Dataset entries:
== Segment start ==

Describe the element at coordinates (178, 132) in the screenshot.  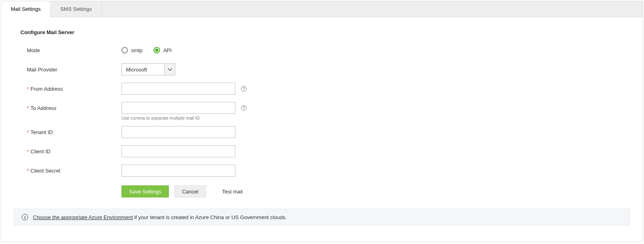
I see `tenant-id-input` at that location.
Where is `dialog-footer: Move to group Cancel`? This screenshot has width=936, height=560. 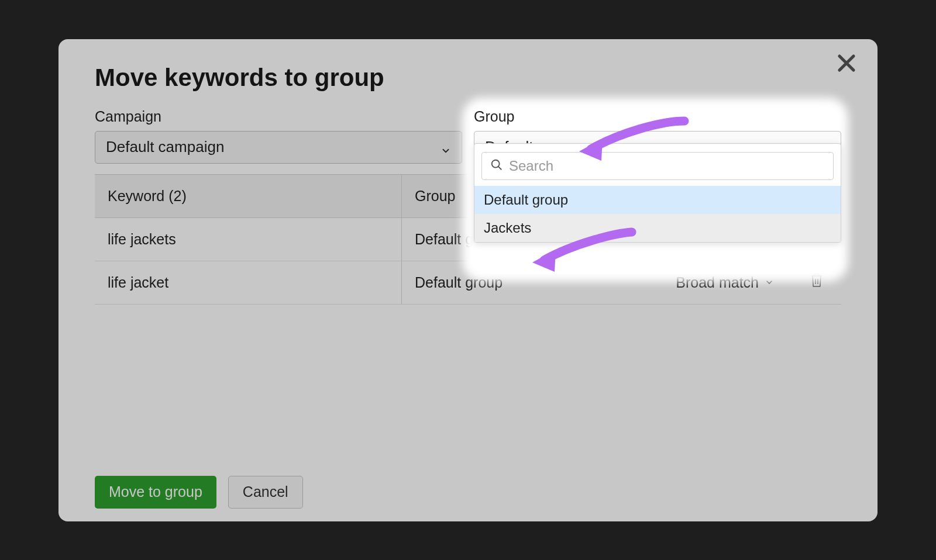 dialog-footer: Move to group Cancel is located at coordinates (199, 492).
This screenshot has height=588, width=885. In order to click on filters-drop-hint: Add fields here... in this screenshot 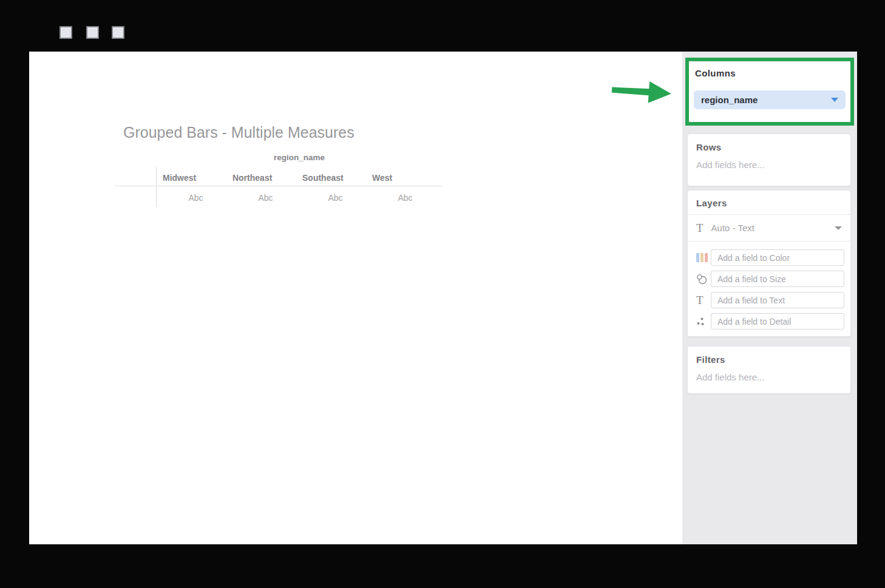, I will do `click(769, 377)`.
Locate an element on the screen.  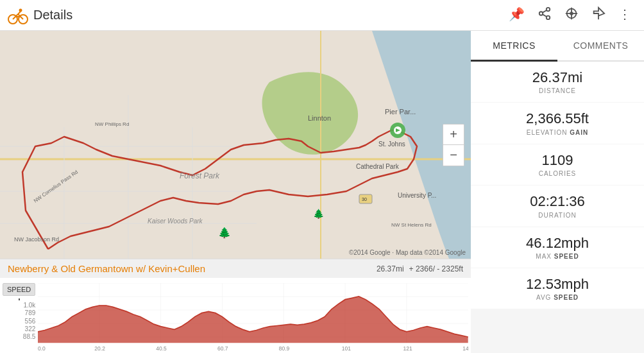
metric-item: 2,366.55ftELEVATION GAIN is located at coordinates (557, 123).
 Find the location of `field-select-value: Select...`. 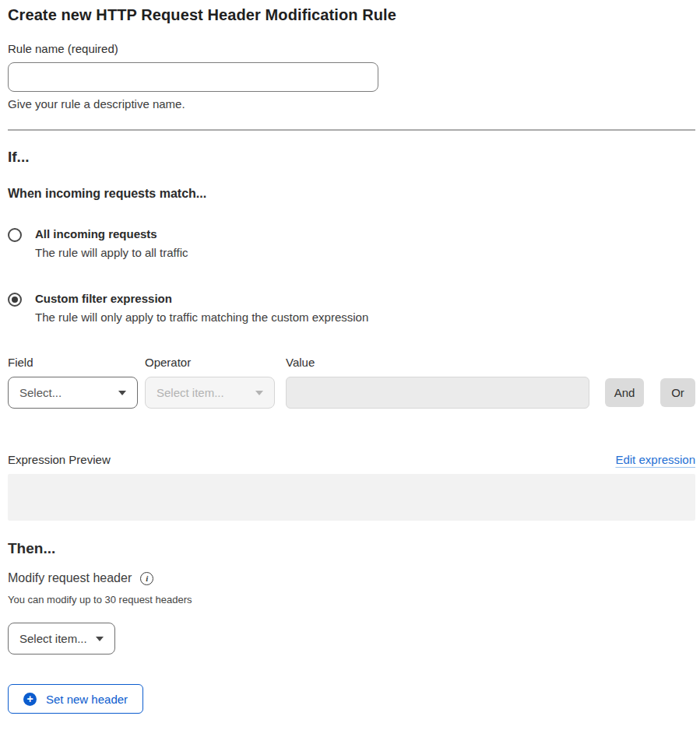

field-select-value: Select... is located at coordinates (40, 392).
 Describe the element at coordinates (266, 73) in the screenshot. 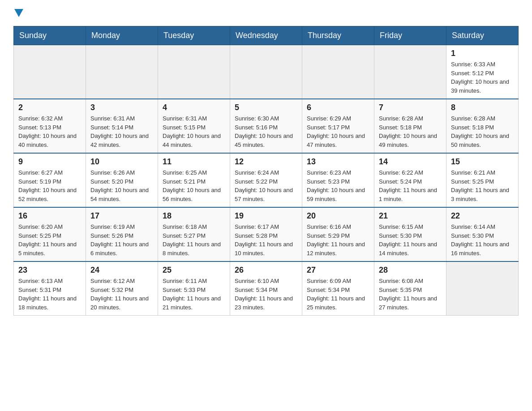

I see `calendar-week-row: 1Sunrise: 6:33 AMSunset: 5:12 PMDaylight…` at that location.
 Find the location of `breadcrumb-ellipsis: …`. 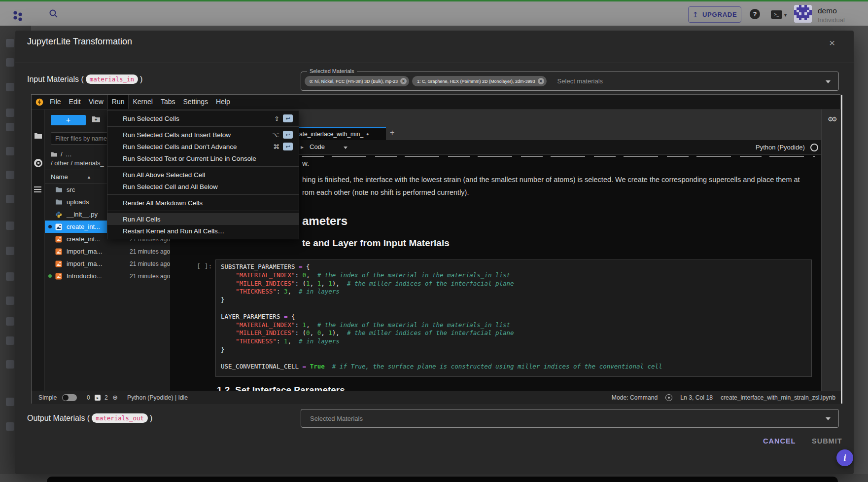

breadcrumb-ellipsis: … is located at coordinates (69, 154).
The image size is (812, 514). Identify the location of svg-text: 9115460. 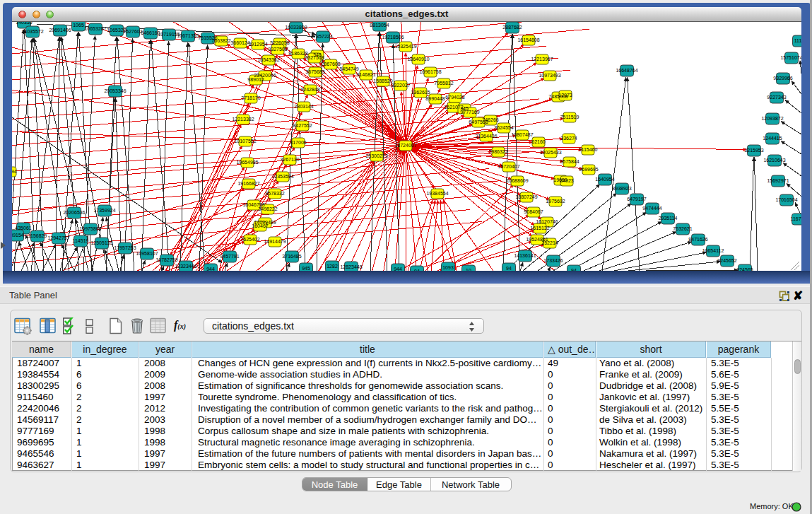
(588, 150).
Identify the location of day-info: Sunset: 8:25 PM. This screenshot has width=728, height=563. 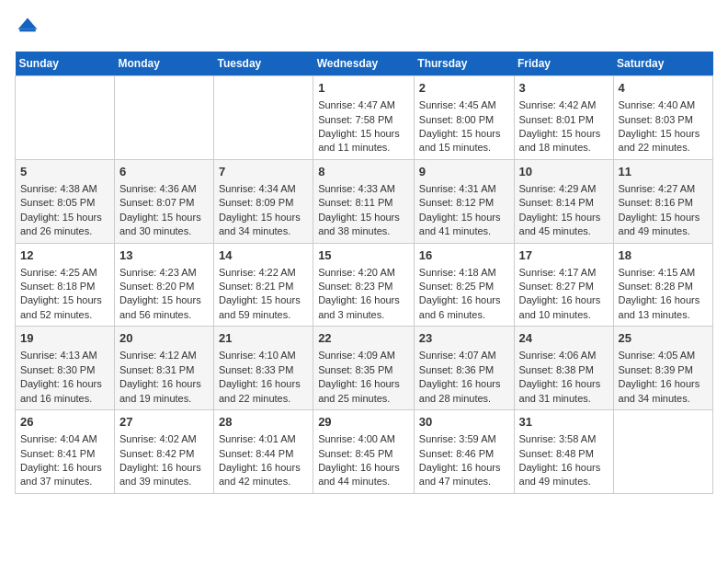
(464, 287).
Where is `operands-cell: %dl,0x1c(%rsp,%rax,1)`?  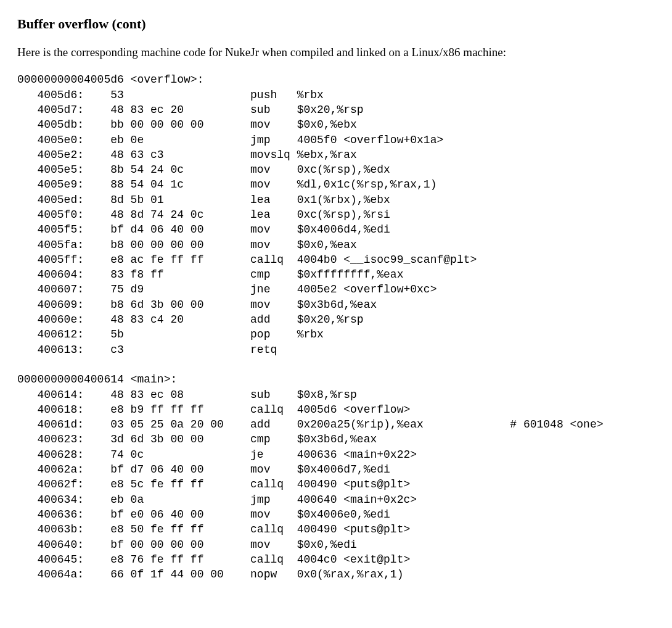 operands-cell: %dl,0x1c(%rsp,%rax,1) is located at coordinates (404, 184).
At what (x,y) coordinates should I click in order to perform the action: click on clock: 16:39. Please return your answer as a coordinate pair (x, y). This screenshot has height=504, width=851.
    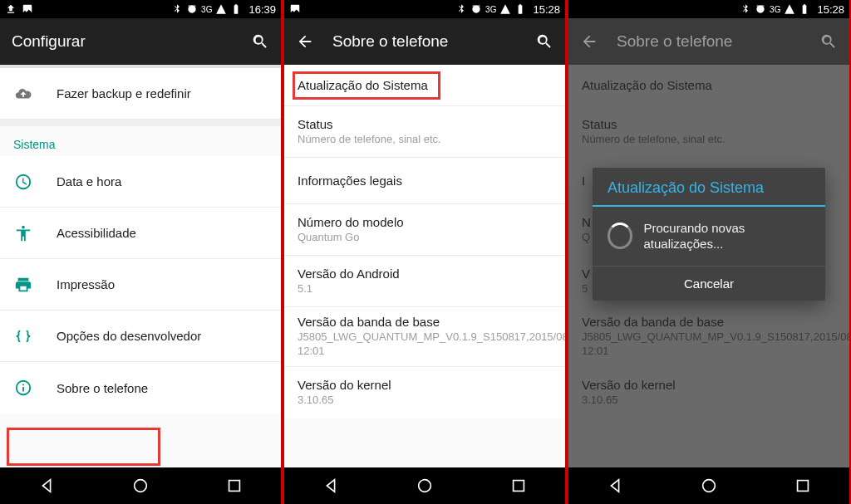
    Looking at the image, I should click on (263, 10).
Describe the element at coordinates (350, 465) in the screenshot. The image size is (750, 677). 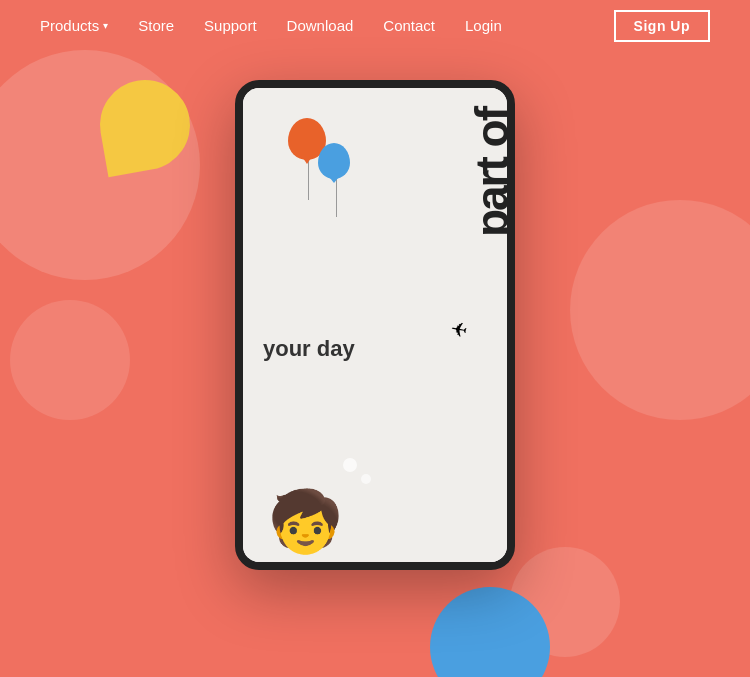
I see `bubble1` at that location.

== Segment end ==

**Task to complete**
Would you transcribe exactly, and only, the lines from the one containing "Describe the element at coordinates (350, 465)" through the last line of the records above, both included, leaving out the pictures?

**Answer below**
Describe the element at coordinates (350, 465) in the screenshot. The image size is (750, 677). 
I see `bubble1` at that location.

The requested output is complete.